G20: Obama still finds time for historic US/Russia nuclear arms reduction plan

Posted by Louise Edge — 2 April 2009 at 4:00pm - Comments
Barack Obama: copywrite SEIU International

During his election campaign President Obama placed a high emphasis on dealing with one of the greatest threats we all face - reducing the vast numbers of nuclear missiles held by both Russia and the United States.

As he put it in his inauguration speech "With old friends and former foes, we will work tirelessly to lessen the nuclear threat" In response to an arms control survey he was more specific – "I will not authorize the development of new nuclear weapons. And I will make the goal of eliminating nuclear weapons worldwide a central element of U.S. nuclear policy."

Yesterday we saw what could be the first step towards achieving that goal - when both Obama and Russian President Dmitri Medvedev took time away from the G20 negotiations to hold a press conference and announce that they had agreed to start work on a replacement for the 1991 START (Strategic Arms Reduction) treaty that is due to expire in nine months time. There's an urgency to renegotiating START 1, as it codifies the intrusive verification mechanisms that govern all the other nuclear treaties that followed, and if it expires without replacement then so do these verification measures.

START 1 is a key piece of legislation as it contains and codifies intrusive verification mechanisms that govern all the other treaties. The problem is that if START 1 expires, then so do the verification measures. Without proper verification, it is unlikely that either side will agree to go for even greater cuts.

It's a story that would have been huge on any other day. It was the first positive meeting between Russia and the US on arms control in many years and there were hints that there will be substantial nuclear weapons cuts to follow.

This is just the start – after the meeting Russian and American nuclear negotiators began the heavy, detailed process of making the terms and conditions work. Agreement certainly won't be straightforward, yet senior US officials are calling it an aspirational document, one which represents a statement of new possibilities in US-Russian relations. They're talking of hitting key milestones ahead of the next Obama/Medvedev meeting in July, allowing the two Presidents to announce a significantly improved post-START agreement when the original treaty runs out in December 2009.

"I will not authorize the development of new nuclear weapons. And I will make the goal of eliminating nuclear weapons worldwide a central element of U.S. nuclear policy."
Barack Obama

Both Presidents gave each other credit for agreeing an ambitious agenda. Discussion become possible because of Obama's change of language about missile defence; the Russians have repeatedly linked a new START deal to Washington abandoning plans to place elements of a missile shield in central Europe. Plans which George Bush provocatively put at the cornerstone of his nuclear policy, but which Obama has always been lukewarm about because of their exorbitant cost and the fact that the technology simply doesn't work. It's his willingness to abandon Bush's unworkable and threatening strategy which may now enable progress to be made relatively quickly.

Despite the overwhelming urgency of a drastically deteriorating economy, Barack Obama has so far stuck to his campaign promise to make control of the spread of nuclear weapons a top priority of his administration. So, time for some cautious optimism perhaps? Certainly the picture is looking far brighter than it did under the previous regimes of George W Bush and Vladimir Putin, and the sense of urgency is palpable.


▶ _TASK ITEM_: Every entry should be reproduced precisely, with each picture left out.

===============

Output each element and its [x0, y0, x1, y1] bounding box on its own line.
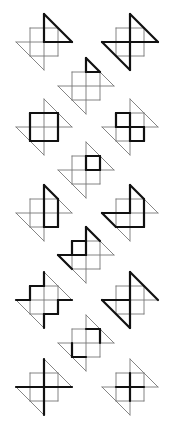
highlighted-shape: [58, 227, 100, 269]
highlighted-shape: [86, 58, 100, 72]
highlighted-shape: [16, 359, 72, 415]
pinwheel-figure-7: [16, 185, 72, 241]
pinwheel-figure-11: [102, 272, 158, 328]
pinwheel-figure-1: [16, 14, 72, 70]
highlighted-shape: [116, 373, 144, 401]
pinwheel-figure-14: [102, 359, 158, 415]
pinwheel-figure-8: [102, 185, 158, 241]
base-grid: [16, 99, 72, 155]
highlighted-shape: [86, 156, 100, 170]
highlighted-shape: [102, 14, 158, 70]
base-grid: [58, 315, 114, 371]
pinwheel-figure-6: [58, 142, 114, 198]
pinwheel-figure-10: [16, 272, 72, 328]
pinwheel-figure-12: [58, 315, 114, 371]
highlighted-shape: [44, 185, 58, 227]
pinwheel-figure-5: [102, 99, 158, 155]
pinwheel-figure-9: [58, 227, 114, 283]
pinwheel-figure-3: [58, 58, 114, 114]
pinwheel-figure-2: [102, 14, 158, 70]
pinwheel-figure-13: [16, 359, 72, 415]
highlighted-shape: [116, 113, 144, 141]
pinwheel-diagram: [0, 0, 171, 444]
highlighted-shape: [102, 185, 144, 227]
pinwheel-figure-4: [16, 99, 72, 155]
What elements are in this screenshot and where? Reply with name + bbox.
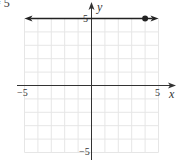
x-tick-max: 5 [155,88,160,98]
y-tick-min: −5 [79,147,90,157]
y-axis-label: y [97,1,102,13]
x-tick-min: −5 [17,88,28,98]
coordinate-plane [0,0,179,161]
x-axis-label: x [169,88,174,100]
point-dot [142,16,148,22]
y-tick-max: 5 [83,14,88,24]
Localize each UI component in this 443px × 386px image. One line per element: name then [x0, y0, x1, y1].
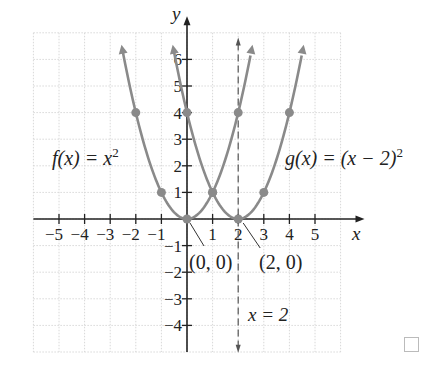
y-axis-arrow-icon: [184, 16, 191, 25]
y-axis-label: y: [172, 4, 180, 23]
curve-arrow-icon: [246, 45, 255, 55]
curve-arrow-icon: [298, 45, 307, 55]
x-tick-label: 1: [208, 225, 217, 244]
y-tick-label: −4: [164, 316, 183, 335]
vertex-g-label: (2, 0): [259, 252, 302, 272]
arrow-up-icon: [236, 37, 241, 45]
x-tick-label: 3: [260, 225, 269, 244]
vertex-f-label: (0, 0): [189, 252, 232, 272]
data-point: [183, 215, 192, 224]
axis-of-symmetry-label: x = 2: [248, 305, 288, 324]
y-tick-label: 2: [174, 157, 183, 176]
x-tick-label: −4: [71, 225, 90, 244]
data-point: [285, 108, 294, 117]
data-point: [131, 108, 140, 117]
y-tick-label: 4: [174, 104, 183, 123]
leader-line: [243, 223, 260, 248]
curve-arrow-icon: [119, 45, 128, 55]
data-point: [234, 215, 243, 224]
x-tick-label: −3: [96, 225, 114, 244]
x-tick-label: −1: [147, 225, 165, 244]
x-axis-label: x: [352, 224, 360, 243]
graph: −5−4−3−2−112345654321−1−2−3−4: [0, 0, 443, 386]
x-tick-label: −2: [122, 225, 140, 244]
data-point: [208, 188, 217, 197]
y-tick-label: −2: [164, 263, 182, 282]
checkbox-icon[interactable]: [404, 337, 419, 352]
y-tick-label: 3: [174, 130, 183, 149]
y-tick-label: 1: [174, 183, 183, 202]
x-tick-label: 4: [285, 225, 294, 244]
data-point: [234, 108, 243, 117]
f-function-label: f(x) = x2: [52, 146, 119, 168]
y-tick-label: −3: [164, 290, 182, 309]
x-tick-label: −5: [45, 225, 63, 244]
data-point: [259, 188, 268, 197]
g-function-label: g(x) = (x − 2)2: [285, 146, 403, 168]
x-axis-arrow-icon: [356, 216, 365, 223]
y-tick-label: −1: [164, 237, 182, 256]
leader-line: [190, 223, 204, 246]
data-point: [157, 188, 166, 197]
data-point: [183, 108, 192, 117]
arrow-down-icon: [236, 345, 241, 353]
x-tick-label: 5: [311, 225, 320, 244]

===============

▶ _ANSWER SECTION_:
Output each element and its [x0, y0, x1, y1] bounding box on its own line.
highlighted-shape: [58, 227, 100, 269]
highlighted-shape: [86, 58, 100, 72]
highlighted-shape: [16, 359, 72, 415]
pinwheel-figure-7: [16, 185, 72, 241]
pinwheel-figure-11: [102, 272, 158, 328]
pinwheel-figure-1: [16, 14, 72, 70]
highlighted-shape: [116, 373, 144, 401]
pinwheel-figure-14: [102, 359, 158, 415]
pinwheel-figure-8: [102, 185, 158, 241]
base-grid: [16, 99, 72, 155]
highlighted-shape: [86, 156, 100, 170]
highlighted-shape: [102, 14, 158, 70]
base-grid: [58, 315, 114, 371]
pinwheel-figure-6: [58, 142, 114, 198]
pinwheel-figure-10: [16, 272, 72, 328]
pinwheel-figure-12: [58, 315, 114, 371]
highlighted-shape: [44, 185, 58, 227]
pinwheel-figure-5: [102, 99, 158, 155]
pinwheel-figure-9: [58, 227, 114, 283]
pinwheel-figure-3: [58, 58, 114, 114]
pinwheel-figure-2: [102, 14, 158, 70]
pinwheel-figure-13: [16, 359, 72, 415]
highlighted-shape: [116, 113, 144, 141]
pinwheel-diagram: [0, 0, 171, 444]
highlighted-shape: [102, 185, 144, 227]
pinwheel-figure-4: [16, 99, 72, 155]
What elements are in this screenshot and where? Reply with name + bbox.
x-tick-max: 5 [155,88,160,98]
y-tick-min: −5 [79,147,90,157]
y-axis-label: y [97,1,102,13]
x-tick-min: −5 [17,88,28,98]
coordinate-plane [0,0,179,161]
x-axis-label: x [169,88,174,100]
point-dot [142,16,148,22]
y-tick-max: 5 [83,14,88,24]
Localize each UI component in this 443px × 386px image. One line per element: name then [x0, y0, x1, y1].
y-axis-arrow-icon: [184, 16, 191, 25]
y-axis-label: y: [172, 4, 180, 23]
curve-arrow-icon: [246, 45, 255, 55]
curve-arrow-icon: [298, 45, 307, 55]
x-tick-label: 1: [208, 225, 217, 244]
y-tick-label: −4: [164, 316, 183, 335]
vertex-g-label: (2, 0): [259, 252, 302, 272]
arrow-up-icon: [236, 37, 241, 45]
x-tick-label: 3: [260, 225, 269, 244]
vertex-f-label: (0, 0): [189, 252, 232, 272]
data-point: [183, 215, 192, 224]
axis-of-symmetry-label: x = 2: [248, 305, 288, 324]
y-tick-label: 2: [174, 157, 183, 176]
x-tick-label: −4: [71, 225, 90, 244]
data-point: [285, 108, 294, 117]
data-point: [131, 108, 140, 117]
y-tick-label: 4: [174, 104, 183, 123]
leader-line: [243, 223, 260, 248]
curve-arrow-icon: [119, 45, 128, 55]
data-point: [234, 215, 243, 224]
x-tick-label: −3: [96, 225, 114, 244]
x-tick-label: −1: [147, 225, 165, 244]
x-axis-label: x: [352, 224, 360, 243]
graph: −5−4−3−2−112345654321−1−2−3−4: [0, 0, 443, 386]
x-tick-label: −2: [122, 225, 140, 244]
data-point: [208, 188, 217, 197]
y-tick-label: −2: [164, 263, 182, 282]
checkbox-icon[interactable]: [404, 337, 419, 352]
y-tick-label: 3: [174, 130, 183, 149]
y-tick-label: 1: [174, 183, 183, 202]
x-tick-label: 4: [285, 225, 294, 244]
data-point: [234, 108, 243, 117]
f-function-label: f(x) = x2: [52, 146, 119, 168]
y-tick-label: −3: [164, 290, 182, 309]
x-tick-label: −5: [45, 225, 63, 244]
data-point: [259, 188, 268, 197]
g-function-label: g(x) = (x − 2)2: [285, 146, 403, 168]
x-axis-arrow-icon: [356, 216, 365, 223]
y-tick-label: −1: [164, 237, 182, 256]
leader-line: [190, 223, 204, 246]
data-point: [157, 188, 166, 197]
data-point: [183, 108, 192, 117]
arrow-down-icon: [236, 345, 241, 353]
x-tick-label: 5: [311, 225, 320, 244]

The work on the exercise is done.